3. Eggggg – The Platform Puker
A wild platform ride powered by vomit, speed, and absurd comedy
Eggggg – The Platform Puker is something completely different from any other game on this mobile platformers list. You play as Gilbert, a kid with a violent egg allergy, and his nonstop vomiting is the only way you travel through each stage. Hold to blast upward, ease off to fall, then tap again to correct your path in midair. Strange idea, yes, but it is explained right away through play, and after a few seconds, the whole thing clicks. You are never walking through levels in the usual way.
You are flying, bouncing, slipping past traps, and smashing into enemies with messy little bursts that send Gilbert all over the screen. Once the idea settles in, the game opens up in a really cool way. Stages use moving hazards, narrow gaps, and enemy placement to push Gilbert into awkward angles that you have to read on the spot. Short bursts help with tiny corrections, longer blasts send him across wider gaps, and bad aim can slam him straight into danger. Boss fights push this even further by making you attack and dodge with the same puke-powered flight.
2. Dead Cells
Fight through a shifting castle and restart stronger with each run
Following up, we have the most popular action platformer on Android and iOS. Dead Cells is all about fighting through tough stages, grabbing stronger weapons, and trying to survive a full run without getting wiped out. Every run starts with a basic setup, then the game slowly opens more options through swords, bows, shields, traps, and strange weapons that can completely shift your approach. Some gear hits hard at close range. Other gear helps from a safer distance. Health recovery is limited, enemies hit hard, and bad decisions can ruin a strong run in seconds. Because of that, every fight matters.

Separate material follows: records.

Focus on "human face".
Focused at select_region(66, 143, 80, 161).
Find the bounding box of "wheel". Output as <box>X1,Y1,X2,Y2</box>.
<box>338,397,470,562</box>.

Small enemies can still cause trouble if they catch you with poor spacing or land a hit during a greedy attack. Between fights, there are upgrades that improve damage, health, and other stats, which help shape each run into something stronger. Dead Cells also has a great flow between combat and platforming sections. You are jumping across gaps, climbing walls, avoiding spikes, and cutting through enemies almost nonstop. Lastly, boss fights are a huge part of the appeal too. Each one pushes better weapon use, better healing choices, and better reactions.
1. Prince of Persia: The Lost Crown
The best platformer mobile game still dominating in 2026
Prince of Persia: The Lost Crown claims the top position through sheer quality. Ubisoft brought the acclaimed action platformer to iOS and Android last year, and the mobile edition retains the sweeping adventure, layered map design, and acrobatic flow that made the original release such a hit. You play as Sargon, a warrior sent to rescue Prince Ghassan in the cursed world of Mount Qaf. From there, the game opens into a huge interconnected realm full of hidden routes, deadly traps, puzzle rooms, and major boss encounters.

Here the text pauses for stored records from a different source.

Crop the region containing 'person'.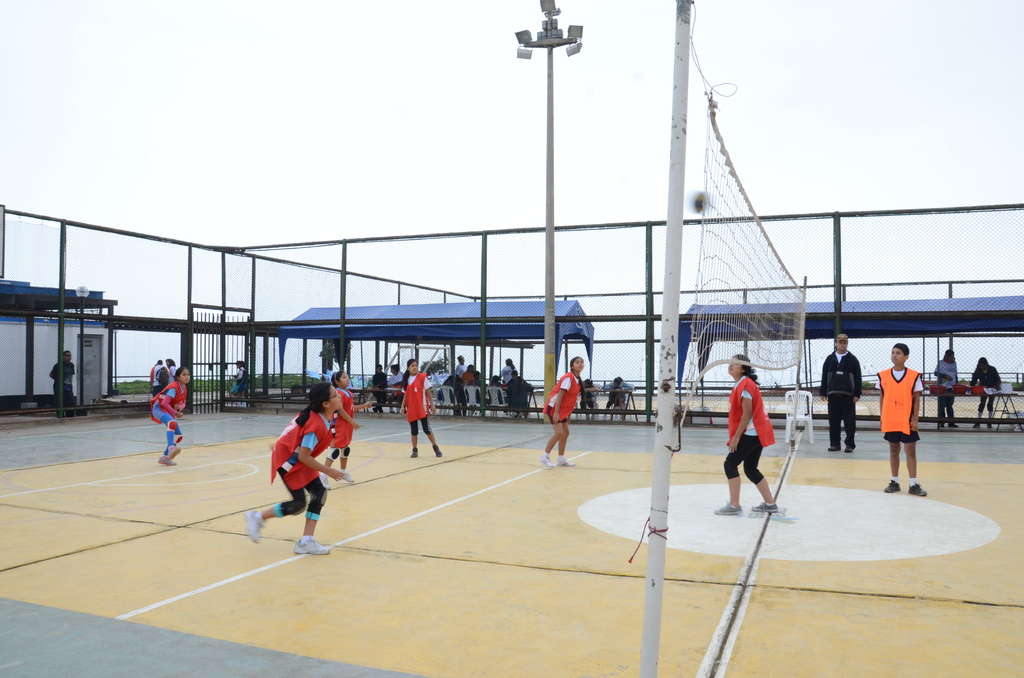
Crop region: (321, 376, 369, 485).
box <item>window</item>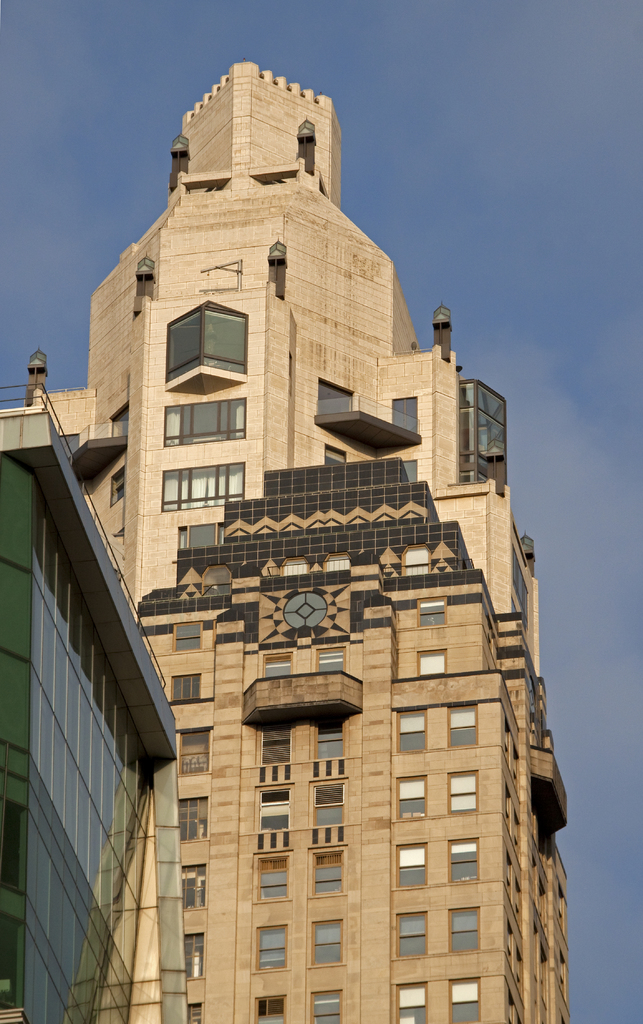
region(312, 849, 343, 897)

Running, climbing, wall-jumping, air-dashing, and time-based powers all work together to create a platforming system that feels fluid and expressive. Combat also plays a big role here. Sargon uses swords, dodges, parries, and special skills during fights, and those battles sit right beside the platforming instead of feeling separate from it. During boss battles, you have to read attacks, find openings, and use Sargon’s full set of abilities with better timing and cleaner execution. In short, The Lost Crown earns the top spot by giving platforming and combat equal importance without making either side feel underused.